Sculpture cannot be compared indiscriminately. The gradual accumulation of sculpture over time, including extension and renewal of building groups, affects the capacity of sculpture and associated architecture to provide information about relationships. It was for this reason that measures were taken to provide some temporal control over the investigation to assure that any correlation made among sculpture, architecture, and associated spaces was both appropriate and meaningful.



Structures and associated sculpture were sorted to reigns of kings to confine the periods investigated whilst providing a way of inferring the intention of different rulers in the placement of certain sculpture within specific spatial contexts. Graham Fairclough (1992), in a study of Edlingham Castle, Northumberland, broke a continuous sequence of architectural development into three main periods. Applying access analysis, the objective of Fairclough’s study was to understand the effects of “warfare on Anglo Scottish marches and the development of the northern tower house and related traditions” (Fairclough 1992: 357). Similarly, the Palace at Palenque (as it appears today) was the result of a sequence of architectural development implemented over the reigns of consecutive rulers at Palenque. More specifically, the structures occupying the second terrace of the Palace alone represent approximately 180 years of architectural and sculptural development beginning during the reign of K’inich Janab’ Pakal I (a. d. 615-683) and ending during that of Wak Kimi Janab’ Pakal III (a. d. 799-?) (see Chapter 4, Architectural and Sculptural Programs of the Palenque Palace Group).
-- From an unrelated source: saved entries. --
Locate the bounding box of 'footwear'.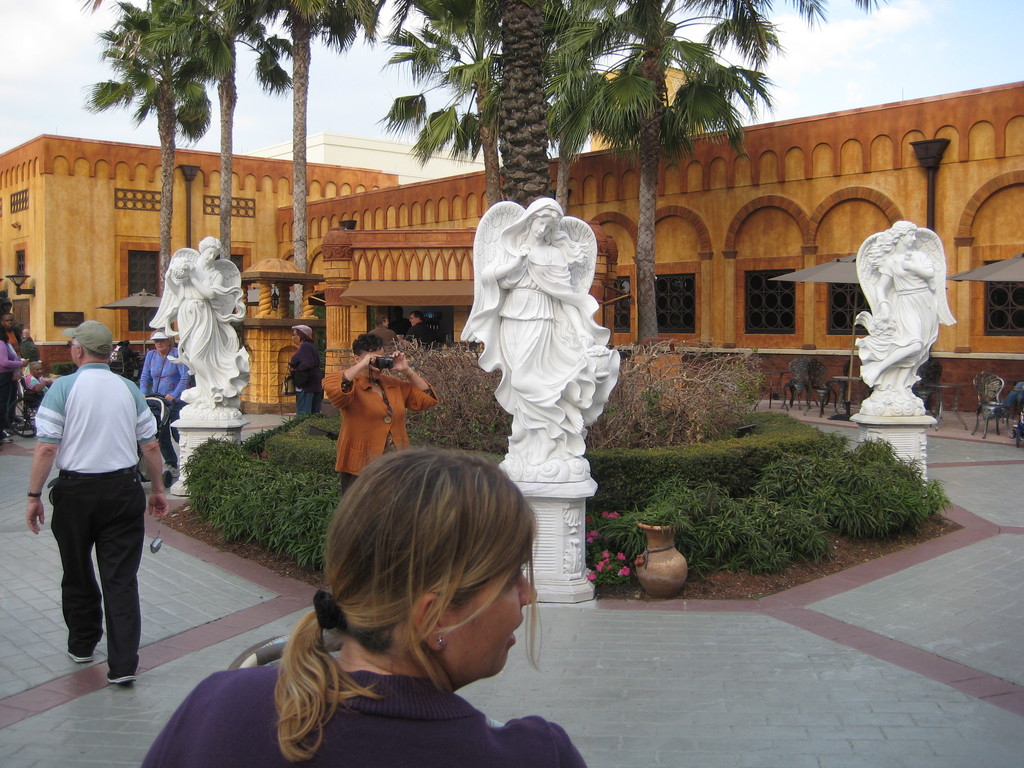
Bounding box: [x1=105, y1=659, x2=134, y2=682].
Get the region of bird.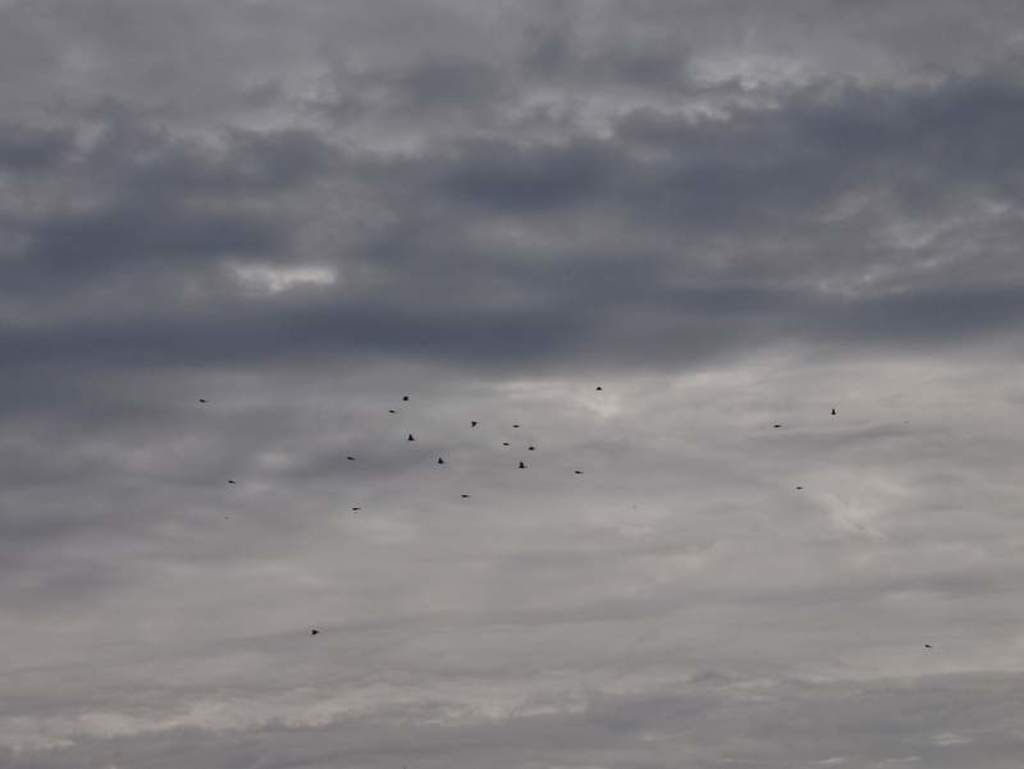
BBox(829, 411, 832, 420).
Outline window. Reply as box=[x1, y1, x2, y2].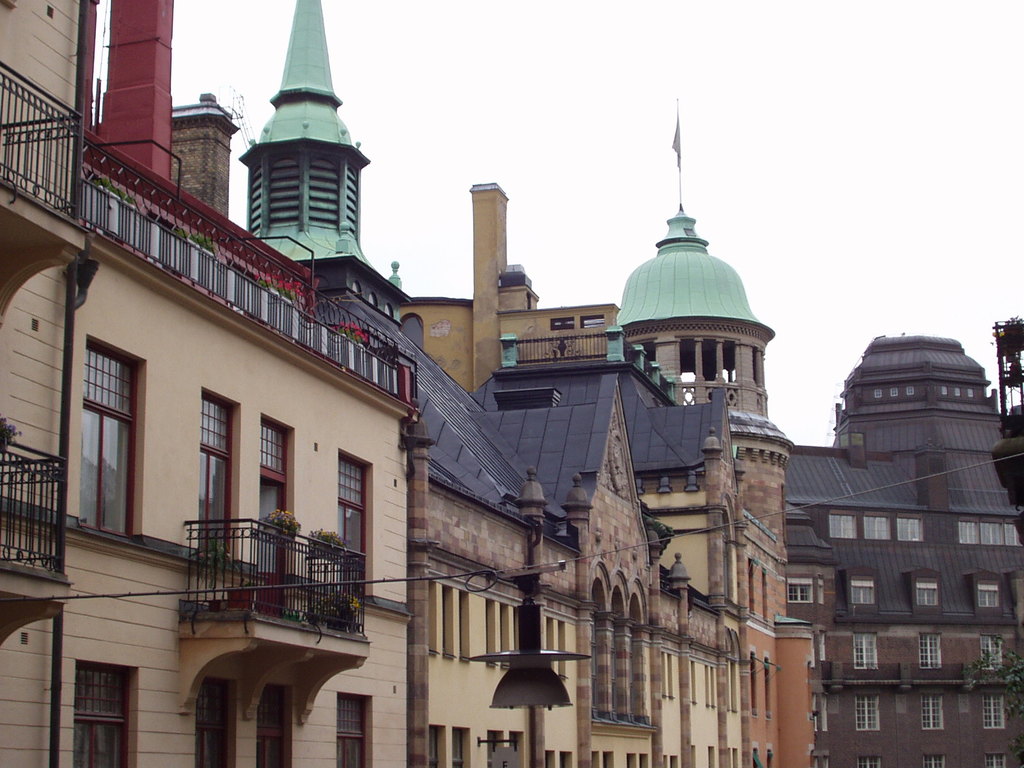
box=[75, 663, 133, 767].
Arguments concerning intent in the architectural design of the Palace are based primarily on the interpretation of monumental art and the conscious choices made by rulers as to the context of its placement. As has been noted for Tikal, Uaxactun, and Copan, “many of the architectural patterns... documented at [Maya sites]... can shed light on the issue of the ideological and political strategies put to work by different dynasties and rulers in their respective dynastic building programs” (Fash 1998: 224-225) - a view that I hold for Palenque. General questions of interest are as follows: (1) What motivated the positioning of informative sculpture at various levels of common and elite accessibility? and (2) What are the differences between the information being transmitted within these different spatial contexts? With these objectives stated, it is acknowledged that it remains difficult, when analysing the iconographic content of monumental art from different periods, to discern elements that may represent changes in the artist and those that represent changes in the subject of the art. The advantage of an intrasite study of motifs, however, is that “variables of time are controlled, making more reliable the discovered regularities, continuities, and changes. Furthermore, comparisons of different forms manifested in the same contexts lead to the discoveries of equivalencies and oppositions which... may be used for the construction of a lexicon of images, whose value is provisionally restricted to the site under study” (Baudez 1986: 17-18).